How I detect adult content in my Quantum Encryption software.
- mansour ansari
- 3 days ago
- 2 min read

When you’re building an encryption system like QuantumExpress, where users can encrypt anything — from confidential files to personal photos — you eventually run into a philosophical and ethical question:
Should I allow the encryption of adult or explicit content? At first, I thought: that's the user's responsibility. But then I realized... if you're developing a cryptographic product that might be distributed widely — possibly used in schools, companies, or even defense — it’s your responsibility to add ethical safeguards.
So I set out to build a lightweight, local AI filter to scan and classify images before encryption.
Problem: I Don’t Want QuantumExpress to Be Misused
I wanted a built-in mechanism that:
First of all, flags images with nudity or adult content and keeps creepy folks out of the action.
Also, it allows normal photos, even gym or beach shots and i wanted it to runs locally, with no external API call. And yes, it can be easily embedded in QuantumExpress Light, my offline Windows cryptographic platform
Solution: CLIP-Based NSFW Pre-Checker
After experimenting with some pretrained models, I settled on OpenAI’s CLIP (Contrastive Language-Image Pretraining) — an open-source model that can associate text labels with images based on semantic similarity. This model been trained on millions of images and very sensitive, yet smart in detecting what needs to be detected-porn.
What I Built:
A Python script that does the job and will integrated into QuantumExpress.
Input: Local image file (e.g., gym_guy.jpg)
Compared the image to labels like:
"man in gym shorts", "naked man", "pornographic", "nudity", "athlete", etc.
Output: Similarity scores for each label
Decision: If the highest match is NSFW, reject; else, proceed to encrypt
Real Test Example
Input image: Myself deadlifting in my garage gym, from behind, wearing gym shorts.
AI Response:
Top match: "man in gym shorts deadlifting" — 96.58%
NSFW labels: 0.00% to 0.01% Safe to encrypt
Perfect! Even though the image has skin and muscle definition, it didn’t get flagged — and that’s the subtlety I wanted. The model understood the context.
How This Compares to OpenAI's Image Generator
OpenAI’s DALL·E and image-generation systems have built-in NSFW filters — but they operate at the API level. You don’t get visibility into the decision process. It just says:
“Your prompt violates our content policy.”
For my system, I wanted:
Transparency
Full local control
Debuggability (you can see why it flags an image)
And now I have it.
The Plan: Integrate into QuantumExpress. This NSFW pre-checker will become a pre-encryption filter inside QuantumExpress. It won’t block the file — it’ll just give the user a decision point:
This image appears to contain adult content.
Do you still want to encrypt it?
[ Cancel ]
If you're building tools for privacy, security, or encryption, you are also building tools that can be abused. I’m not trying to play content cop — but I am trying to build ethical defaults into everything I ship. That’s what QuantumExpress stands for. And if you're an AI dev, crypto dev, or hacker like me working late in your garage gym... I hope this inspires you to do the same.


**WORK TO COMPLETE**
Skip the pictures and return every entry exactly as written.
=== Begin Enclosure ===
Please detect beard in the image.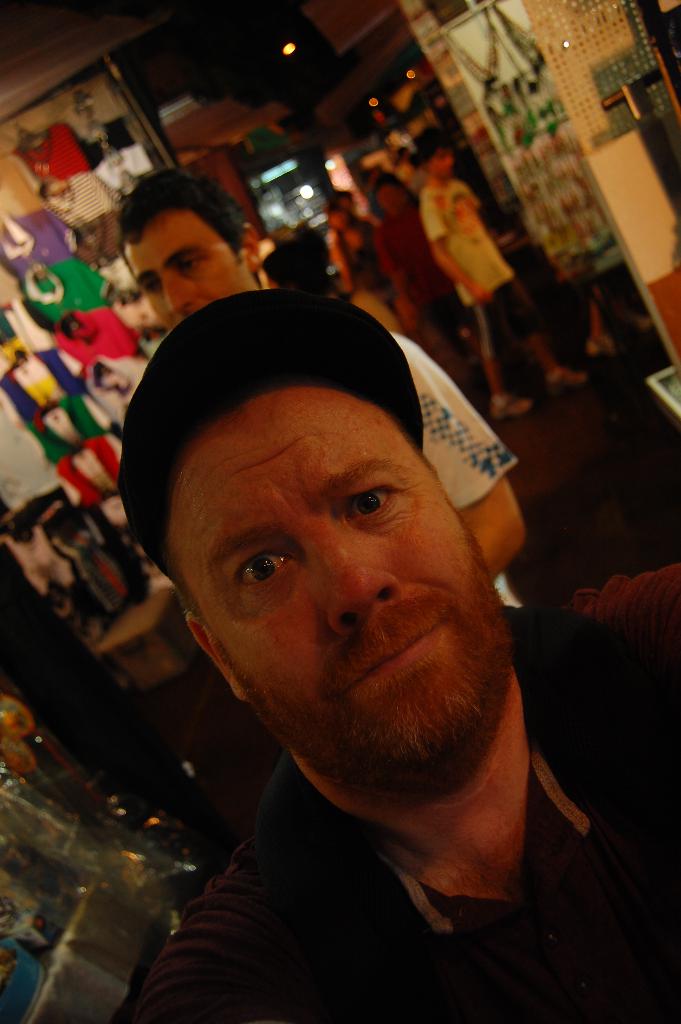
x1=193 y1=518 x2=507 y2=807.
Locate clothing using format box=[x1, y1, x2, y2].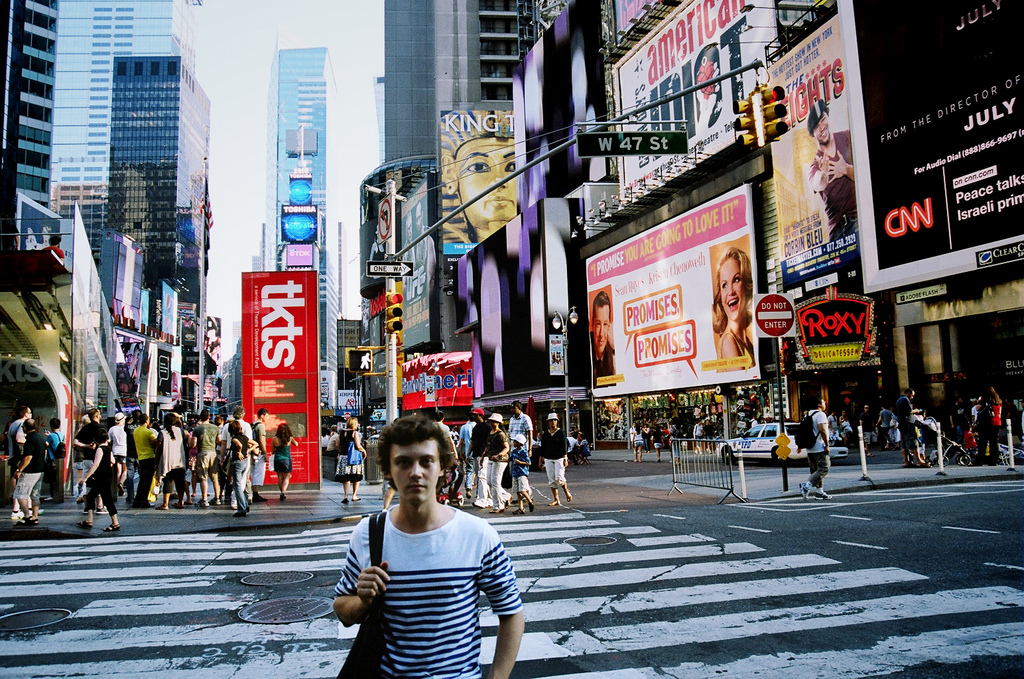
box=[634, 428, 645, 448].
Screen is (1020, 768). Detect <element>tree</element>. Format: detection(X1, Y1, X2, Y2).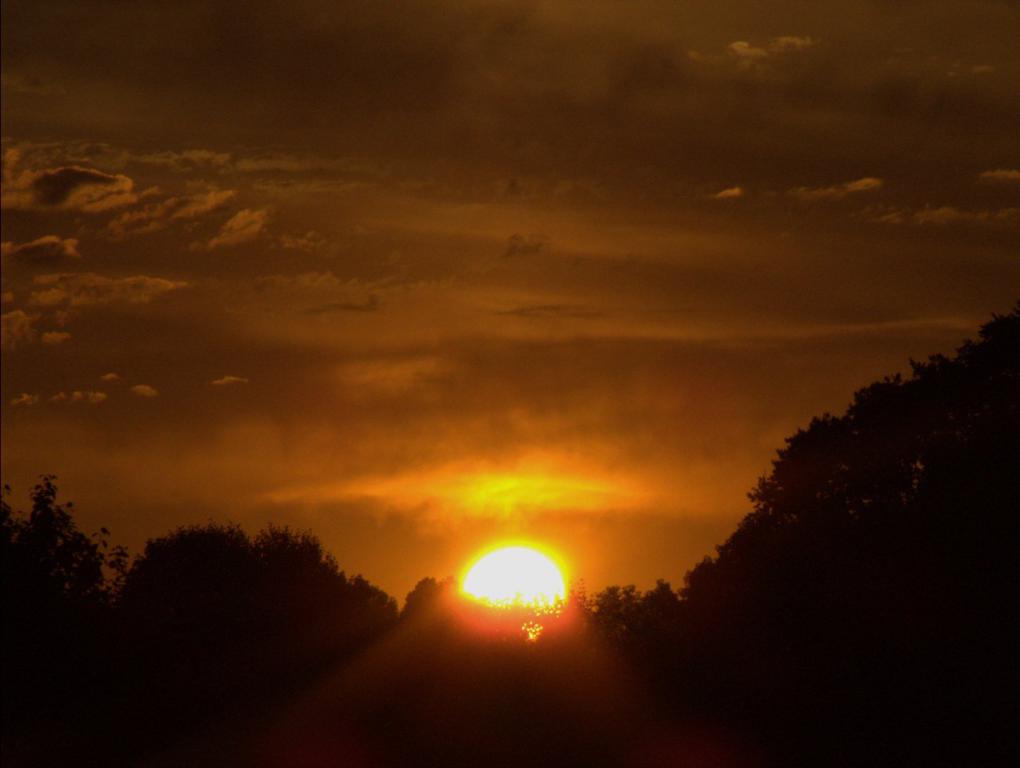
detection(0, 478, 126, 622).
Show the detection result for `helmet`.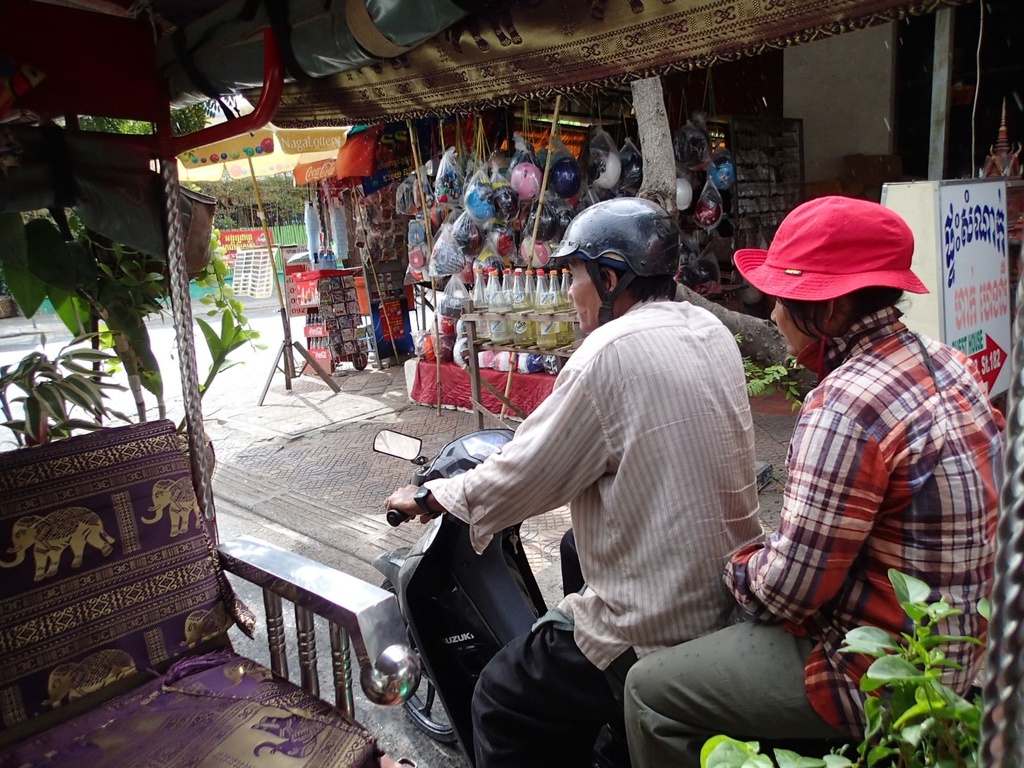
[548,153,582,204].
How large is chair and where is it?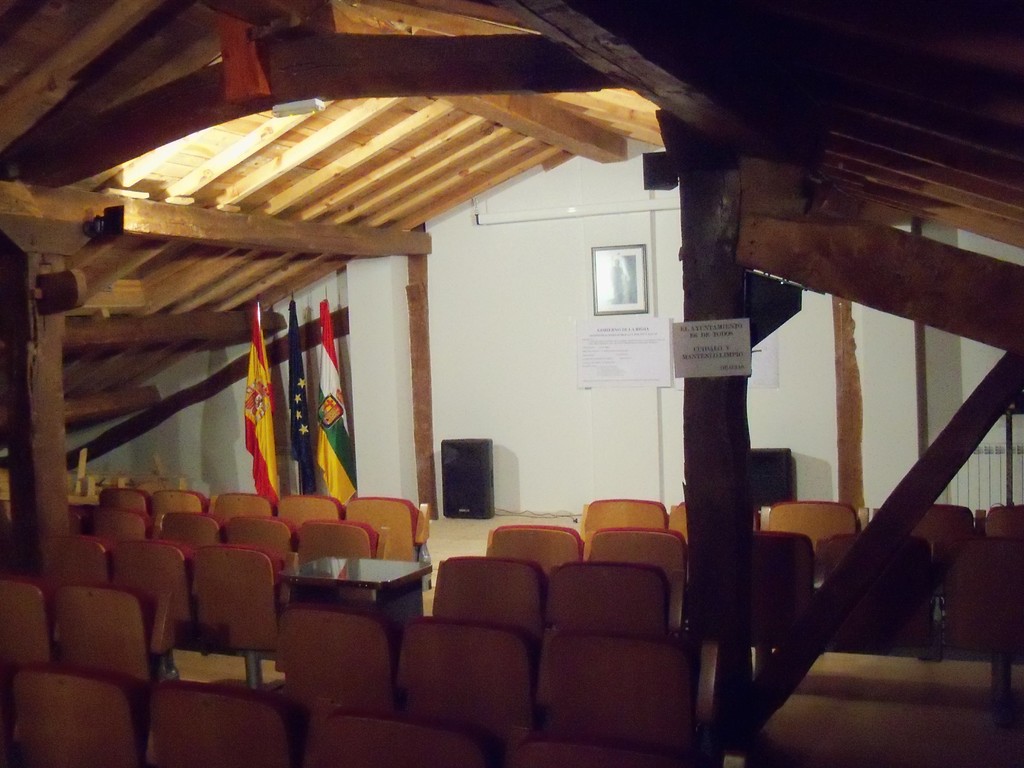
Bounding box: region(547, 557, 669, 709).
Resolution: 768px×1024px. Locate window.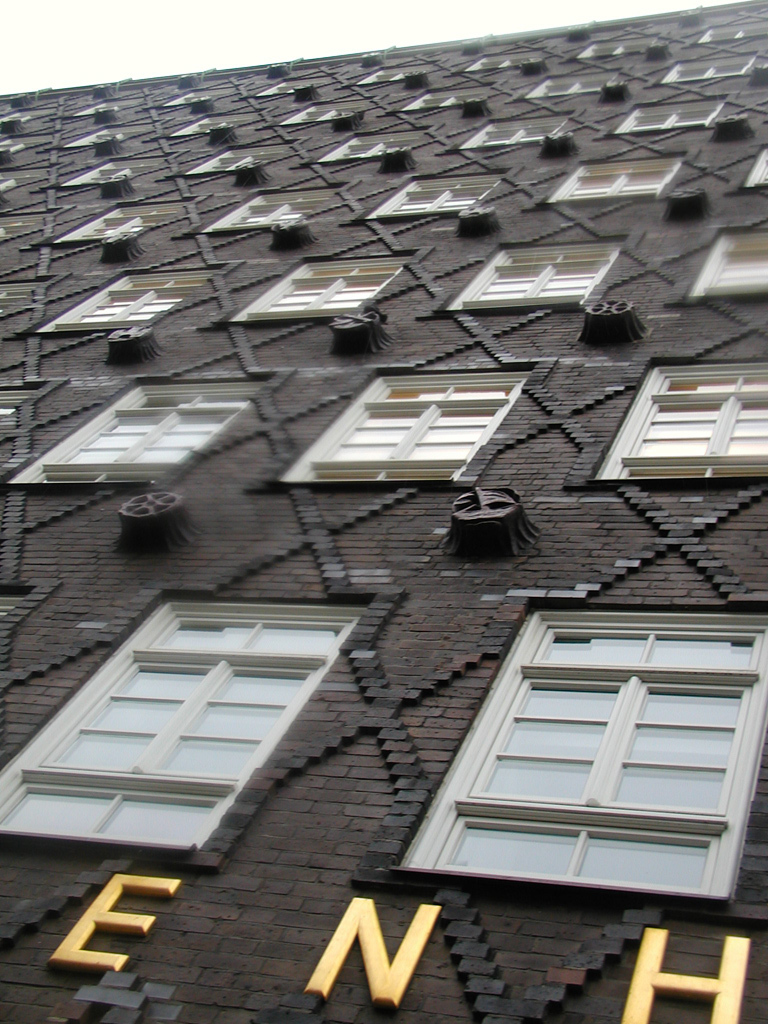
<region>216, 251, 427, 326</region>.
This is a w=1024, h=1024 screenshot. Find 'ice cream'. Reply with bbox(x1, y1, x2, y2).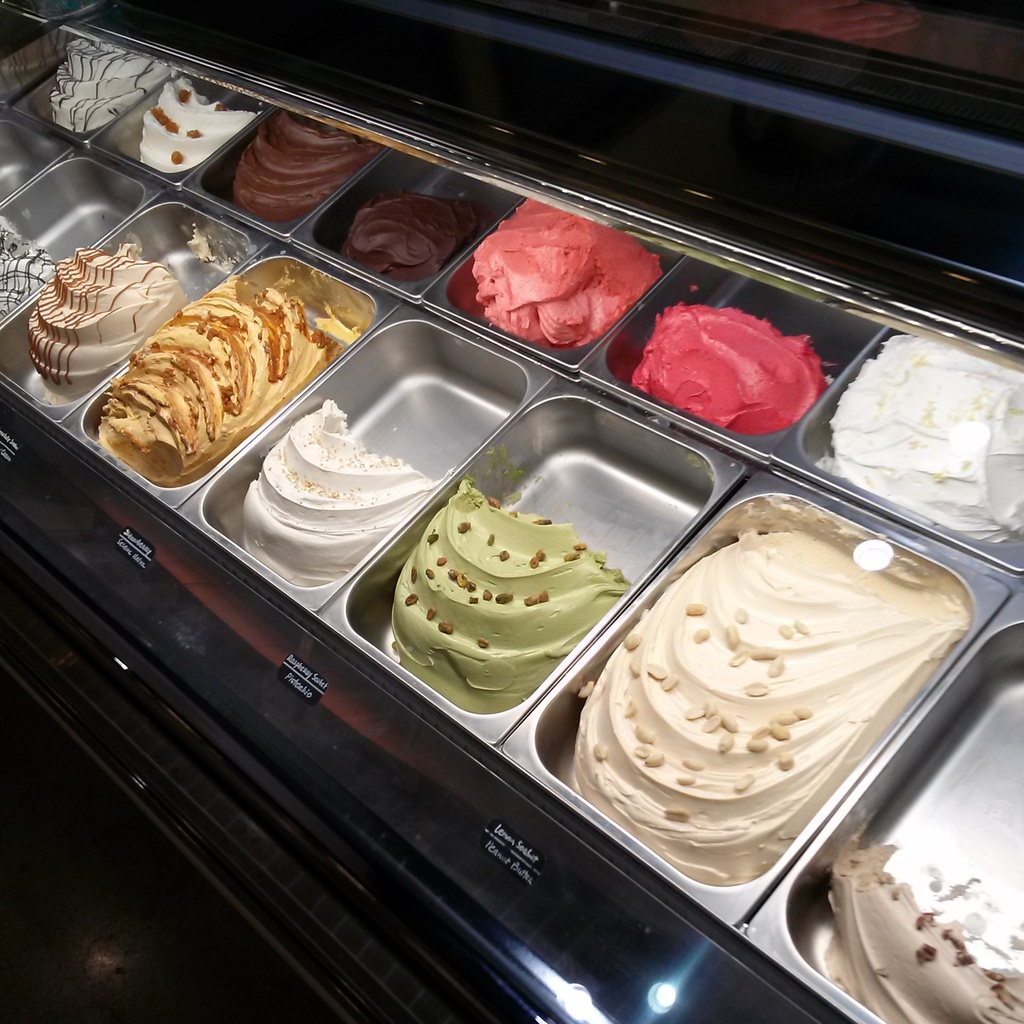
bbox(329, 178, 499, 293).
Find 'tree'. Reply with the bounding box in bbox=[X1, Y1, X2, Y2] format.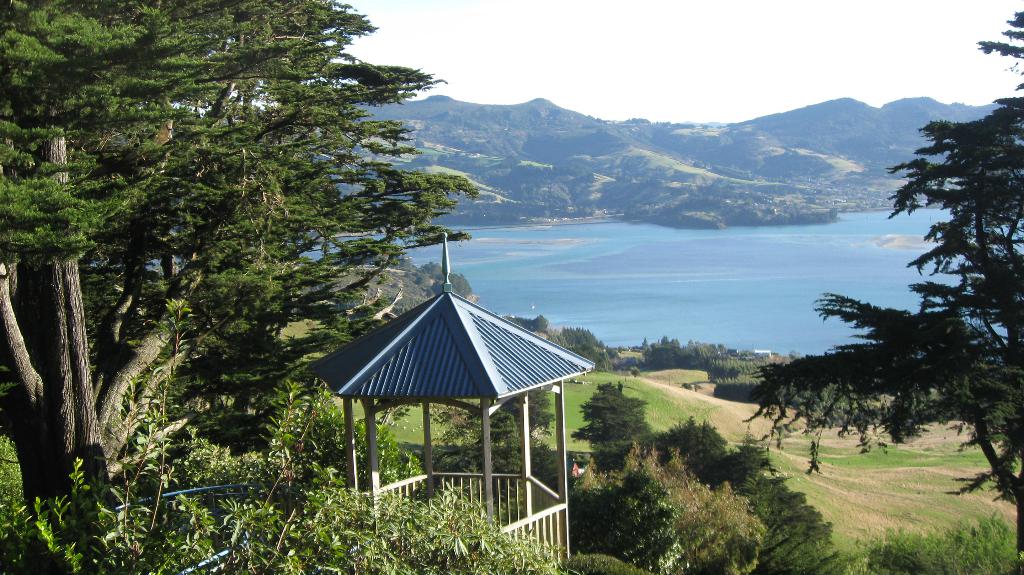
=== End Enclosure ===
**EXERCISE RESPONSE**
Please detect beard in the image.
x1=193 y1=518 x2=507 y2=807.
Locate clothing using format box=[x1, y1, x2, y2].
box=[634, 428, 645, 448].
Screen is (1020, 768). Detect <element>tree</element>. Format: detection(X1, Y1, X2, Y2).
detection(0, 478, 126, 622).
Show the detection result for `helmet`.
[548,153,582,204].
How large is chair and where is it?
Bounding box: region(547, 557, 669, 709).
Resolution: 768px×1024px. Locate window.
<region>216, 251, 427, 326</region>.
This is a w=1024, h=1024 screenshot. Find 'ice cream'. Reply with bbox(x1, y1, x2, y2).
bbox(329, 178, 499, 293).
Find 'tree'. Reply with the bounding box in bbox=[X1, Y1, X2, Y2] format.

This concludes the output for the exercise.